Kenneth Rowntree (1915-1997)
Kenneth Rowntree was born at Scarborough in 1915 into a Quaker family. He trained at the Ruskin School of Drawing, where he was taught briefly by Eric Ravilious, and at the Slade School of Fine Art in London.
Between 1940 and 1943 he was one of more than 60 artists commissioned by the Government and financed by the Pilgrim Trust to record the face of England and Wales before development or wartime destruction changed it beyond recognition. “Recording Britain” covered a total of 36 counties, Rowntree concentrated on capturing the essential character of old buildings and interiors in Bedfordshire, Essex, Yorkshire, Derbyshire and Wales. He also worked as an Official War Artist.

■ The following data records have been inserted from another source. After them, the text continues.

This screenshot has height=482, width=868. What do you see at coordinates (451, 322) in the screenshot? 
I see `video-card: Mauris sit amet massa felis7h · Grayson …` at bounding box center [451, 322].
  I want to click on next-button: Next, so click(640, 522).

Following his first one-man exhibition at the Leicester Galleries in 1946, Rowntree’s topographical interests led him to work on the “Vision of England” series, illustrating the volumes dealing with Norfolk and the Isle of Wight and designing the cover for Sussex. In 1951 Rowntree painted murals for the Lion and Unicorn Pavilion at the Festival of Britain.
After the war he taught painting at the Royal College of Art and then in 1959 he was appointed to succeed Lawrence Gowing as Professor of Fine Art at Newcastle, then one of the most progressive art schools in Britain, where the teaching staff included Victor Pasmore and Richard Hamilton. He held this post until his retirement in 1980, continuing the development of the Hatton Gallery’s Permanent Collection and the staging of important exhibitions, that Gowing had introduced.
In the 1960s he collaborated with the architect Erno Goldfinger on coloured-glass screens for the entrance halls of the Ministry of Health building at Elephant & Castle and was also a member, together with Quentin Bell and Claude Rogers, of the committee set up to look into university applications in fine art.